Joana Starnes is the author of:
* 'From This Day Forward ~ The Darcys of Pemberley', a 'Pride & Prejudice' sequel
* 'The Subsequent Proposal ~ A Tale of Pride, Prejudice & Persuasion'
* 'The Second Chance', a 'Pride & Prejudice' ~ 'Sense & Sensibility' variation
* 'The Falmouth Connection', a 'Pride & Prejudice' variation where Jane Austen's beloved characters are compelled to leave their tame and reasonably peaceful lives in the south of England and travel to the far reaches of Cornwall, into a world of deceit and peril, where few - if any! - are what they seem to be...
* 'The Unthinkable Triangle', a 'Pride & Prejudice' variation that dwells on the most uncomfortable love-triangle of them all. What if Mr. Darcy's rival for Miss Bennet's hand and heart is none other than his dearest, closest friend? And how can they all find their 'happily-ever-after'?
*'Miss Darcy's Companion' - a variation that explores what might have happened if the warm-hearted Miss Elizabeth Bennet were employed instead of the scheming Mrs Younge.
Blog Tour Schedule
November 24/ Happy Thanksgiving
* * * GIVEAWAY * * *
It's giveaway time!

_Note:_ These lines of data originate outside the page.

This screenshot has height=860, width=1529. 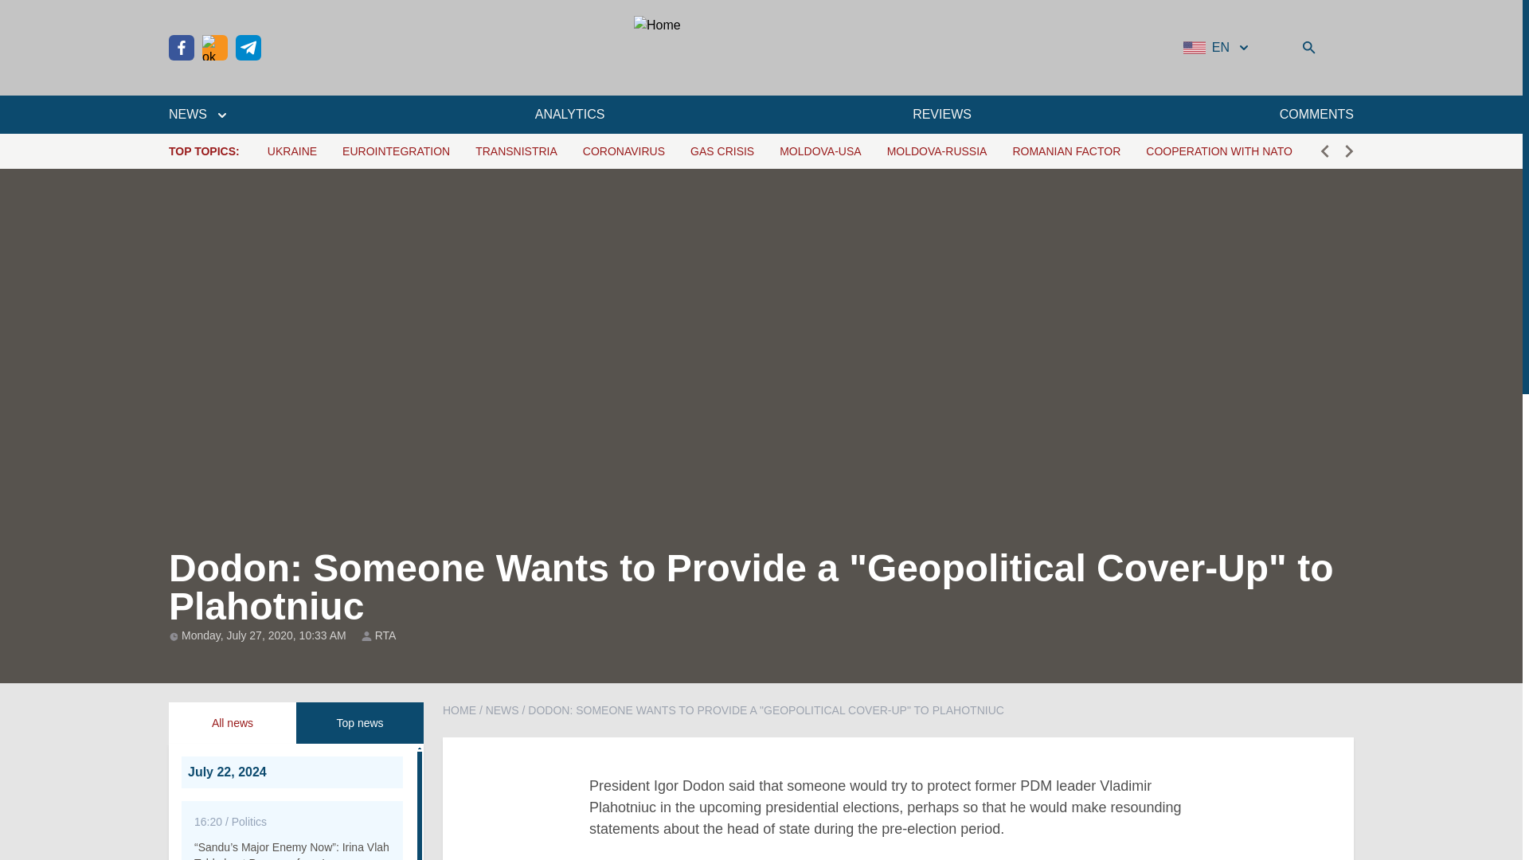 What do you see at coordinates (942, 114) in the screenshot?
I see `REVIEWS` at bounding box center [942, 114].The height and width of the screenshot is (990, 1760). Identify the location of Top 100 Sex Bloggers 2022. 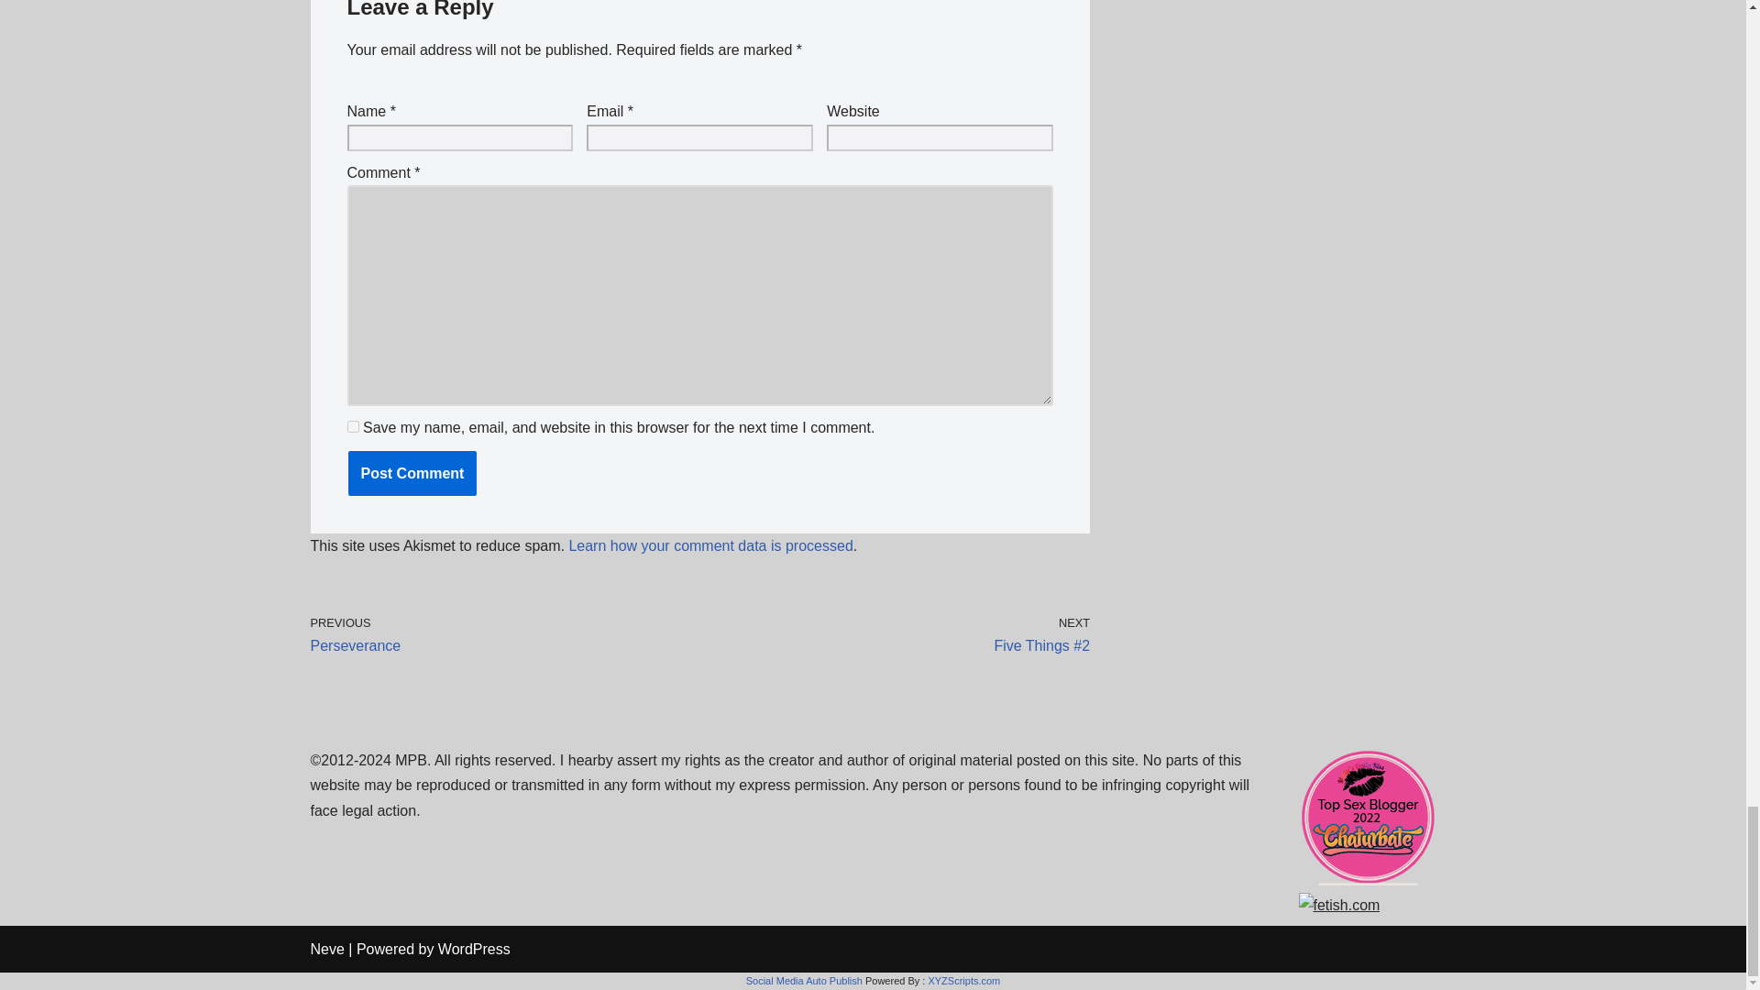
(1367, 880).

Joana is offering one eBook copy of Mr Bennet's Dutiful Daughter to one lucky reader! Open Internationally! To enter, please leave a comment below!
- One eBook copy to one person.
- To enter the giveaway, please leave a comment and include your e-mail or twitter name. If you leave your e-mail, please put parentheses around (at) and (dot).
- Open Internationally.
- Winner will be picked randomly.
- Last day to enter the giveaway is December 2, 2016, 11:50 PM Pacific Time.
- For extra entries, tweet (once daily) or share on Facebook or other social media sites, and please leave link in the comments.
Good luck!
Many thanks to Claudine Pepe of JustJane1813 for organizing this blog tour!
Again, I want to thank Joana Starnes for stopping by with this wonderful excerpt! To repeat Joana's question to you, what are your thoughts of the excerpt? Is the unwelcome visit about to bring the newly married Darcys closer – or drive them further apart?